Fernando J Velloso, Arthur FR Bianco, Jessica O Farias, Nadia EC Torres, Pault YM Ferruzo, Valesca Anschau, Henrique C Jesus-Ferreira, Ted Hung-Tse Chang, Mari Cleide Sogayar, Luiz F Zerbini, Ricardo G Correa

Abstract

Cancer is the disease with highest public health impact in developed countries. Particularly, breast cancer has the highest incidence in women worldwide and the fifth highest mortality in the globe, imposing a significant social and economic burden to society. The disease has a complex heterogeneous etiology, being associated with several risk factors that range from lifestyle to age and family history. Breast cancer is usually classified according to the site of tumor occurrence and gene expression profiling. Although mutations in a few key genes, such as BRCA1 and BRCA2, are associated with high breast cancer risk, the large majority of breast cancer cases are related to mutated genes of low penetrance, which are frequently altered in the whole population. Therefore, understanding the molecular basis of breast cancer, including the several deregulated genes and related pathways linked to this pathology, is essential to ensure advances in early tumor detection and prevention. In this review, we outline key cellular pathways whose deregulation has been associated with breast cancer, leading to alterations in cell proliferation, apoptosis, and the delicate hormonal balance of breast tissue cells. Therefore, here we describe some potential breast cancer-related nodes and signaling concepts linked to the disease, which can be positively translated into novel therapeutic approaches and predictive biomarkers.

X Demographics

X Demographics

The data shown below were collected from the profiles of 6 X users who shared this research output.
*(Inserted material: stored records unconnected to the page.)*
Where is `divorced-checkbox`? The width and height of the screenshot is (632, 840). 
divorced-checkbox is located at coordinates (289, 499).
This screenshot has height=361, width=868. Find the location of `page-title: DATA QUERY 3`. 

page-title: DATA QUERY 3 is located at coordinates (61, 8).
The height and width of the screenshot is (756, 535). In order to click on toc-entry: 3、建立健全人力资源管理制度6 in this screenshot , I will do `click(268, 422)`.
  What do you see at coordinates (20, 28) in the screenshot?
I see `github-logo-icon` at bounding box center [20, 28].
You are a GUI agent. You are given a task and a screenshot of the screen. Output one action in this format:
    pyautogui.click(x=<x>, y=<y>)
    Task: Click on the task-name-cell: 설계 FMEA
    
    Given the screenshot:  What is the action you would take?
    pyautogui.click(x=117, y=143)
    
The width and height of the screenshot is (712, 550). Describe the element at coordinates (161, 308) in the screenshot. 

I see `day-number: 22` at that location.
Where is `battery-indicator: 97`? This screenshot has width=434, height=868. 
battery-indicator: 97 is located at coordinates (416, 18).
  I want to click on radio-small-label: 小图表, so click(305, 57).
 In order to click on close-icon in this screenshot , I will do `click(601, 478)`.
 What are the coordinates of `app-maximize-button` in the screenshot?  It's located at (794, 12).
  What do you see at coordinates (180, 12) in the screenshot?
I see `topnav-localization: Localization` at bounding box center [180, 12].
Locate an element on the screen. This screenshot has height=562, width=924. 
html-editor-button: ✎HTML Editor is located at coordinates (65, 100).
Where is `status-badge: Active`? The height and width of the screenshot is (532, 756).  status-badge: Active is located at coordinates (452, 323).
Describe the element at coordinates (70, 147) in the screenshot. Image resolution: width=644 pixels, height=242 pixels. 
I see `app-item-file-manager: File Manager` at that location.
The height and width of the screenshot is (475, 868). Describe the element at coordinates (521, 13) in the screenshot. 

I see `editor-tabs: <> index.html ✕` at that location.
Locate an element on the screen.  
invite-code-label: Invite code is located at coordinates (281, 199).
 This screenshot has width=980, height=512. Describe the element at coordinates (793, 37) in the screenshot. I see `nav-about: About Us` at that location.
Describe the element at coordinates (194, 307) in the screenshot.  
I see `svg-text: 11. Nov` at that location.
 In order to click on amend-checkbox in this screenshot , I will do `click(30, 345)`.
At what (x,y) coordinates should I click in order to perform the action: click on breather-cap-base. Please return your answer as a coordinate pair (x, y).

Click here to find out more about how the information was compiled.
Mendeley readers

Mendeley readers

The data shown below were compiled from readership statistics for 132 Mendeley readers of this research output. Click here to see the associated Mendeley record.

Geographical breakdown

Country Count As %
Unknown 132 100%

Demographic breakdown

Readers by professional status Count As %
Student > Master 23 17%
Student > Ph. D. Student 22 17%
Researcher 13 10%
Student > Bachelor 10 8%
Professor > Associate Professor 5 4%
Other 19 14%
Unknown 40 30%
Readers by discipline Count As %
Biochemistry, Genetics and Molecular Biology 37 28%
Medicine and Dentistry 14 11%
Agricultural and Biological Sciences 13 10%
Nursing and Health Professions 5 4%
Pharmacology, Toxicology and Pharmaceutical Science 5 4%
Other 15 11%
Unknown 43 33%
Attention Score in Context

Attention Score in Context

This research output has an Altmetric Attention Score of 4. This is our high-level measure of the quality and quantity of online attention that it has received. This Attention Score, as well as the ranking and number of research outputs shown below, was calculated when the research output was last mentioned on 20 November 2017.
All research outputs
#8,398,762
of 25,707,225 outputs
Outputs from OncoTargets and therapy
#499
of 3,013 outputs
Outputs of similar age
#127,412
of 341,771 outputs
Outputs of similar age from OncoTargets and therapy
#15
of 73 outputs
Altmetric has tracked 25,707,225 research outputs across all sources so far. This one has received more attention than most of these and is in the 66th percentile.
So far Altmetric has tracked 3,013 research outputs from this source. They receive a mean Attention Score of 2.9. This one has done well, scoring higher than 81% of its peers.
Older research outputs will score higher simply because they've had more time to accumulate mentions. To account for age we can compare this Altmetric Attention Score to the 341,771 tracked outputs that were published within six weeks on either side of this one in any source. This one has gotten more attention than average, scoring higher than 61% of its contemporaries.
We're also able to compare this research output to 73 others from the same source and published within six weeks on either side of this one. This one has done well, scoring higher than 79% of its contemporaries.